Supporters of the idea believe it would “democratize” access to investments that largely have been available only to institutions and very wealthy individuals. They say it would provide retail investors better exposure to the whole economy since so many companies choose to remain private.

It’s also touted as a chance for ordinary investors to potentially get better long-term returns on their money. But is that true?

The question of how private markets have performed relative to public markets is the subject of debate. So the answer you get depends on who you ask, what studies they’re referring to and the metrics they choose to compare.

While some studies say private markets have outperformed, others say that they haven’t.

This discrepancy is driven in part by which public benchmarks researchers use for comparison, what type of private funds they analyze, how they calculate the private funds’ returns and what timeframes they choose for measuring performance.

For starters, there is no index for private assets that is comparable to public market indexes like the S&P 500 or Russell 2000. So you can’t make a true apples-to-apples comparison, said Zane Carmean, director of quantitative research at market data firm PitchBook.

And there is no uniform way that researchers measure private funds’ performance.

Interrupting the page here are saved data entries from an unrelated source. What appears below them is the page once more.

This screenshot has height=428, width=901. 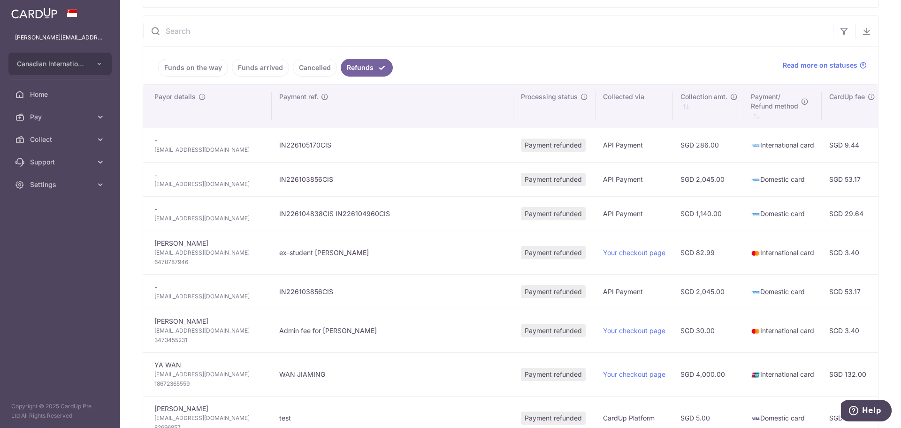 I want to click on td: SGD 286.00, so click(x=708, y=145).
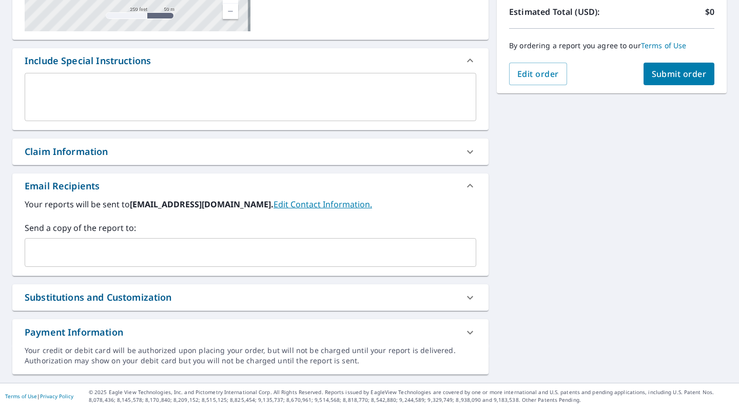  What do you see at coordinates (323, 204) in the screenshot?
I see `a: EditContactInfo` at bounding box center [323, 204].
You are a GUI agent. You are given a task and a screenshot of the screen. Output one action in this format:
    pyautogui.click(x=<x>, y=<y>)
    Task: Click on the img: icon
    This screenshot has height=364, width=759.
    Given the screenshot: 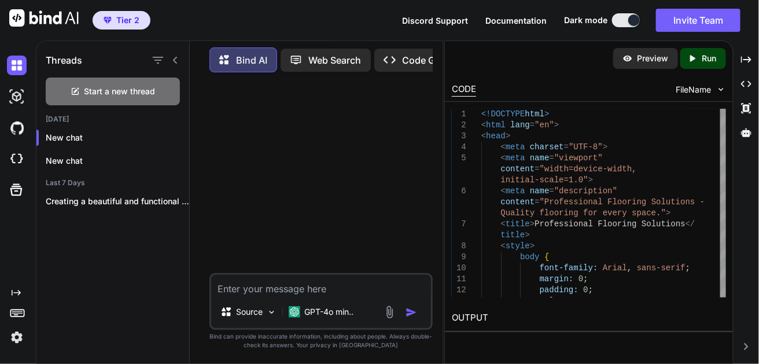 What is the action you would take?
    pyautogui.click(x=411, y=312)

They may calculate what are called “public market equivalent” (PME) returns — but there are different ways to measure those, each with their pros and cons, Carmean said.

Another metric used is the “internal rate of return” (IRR). But in a recent article, Jack Shannon, Morningstar’s principal of equity strategies, warned these are “not the compounded, annualized returns everyday investors are used to, so they should be skeptical of any marketing materials that compare IRRs with the annualized return of a public benchmark.”

So, when asked if private markets have outperformed public ones, you often may get a yes from those who favor giving retail investors access to alternative investments.

“Our updated analysis finds that private equity and credit funds continue to generate high returns and offer significant portfolio diversification opportunities,” the Committee for Capital Markets Regulation, a financial policy research group, said in a report last month.

The committee’s report cites many studies suggesting outperformance relative to public equity indexes over time. One found that if private equity buyout funds had accounted for 20% of the equity portion of a traditional balanced 60-40 portfolio between 1995 and 2017, it would have reduced the portfolio’s risk — and it would have increased average annual returns by about three-quarters of a percentage point, after accounting for the higher fees normally charged by private investments.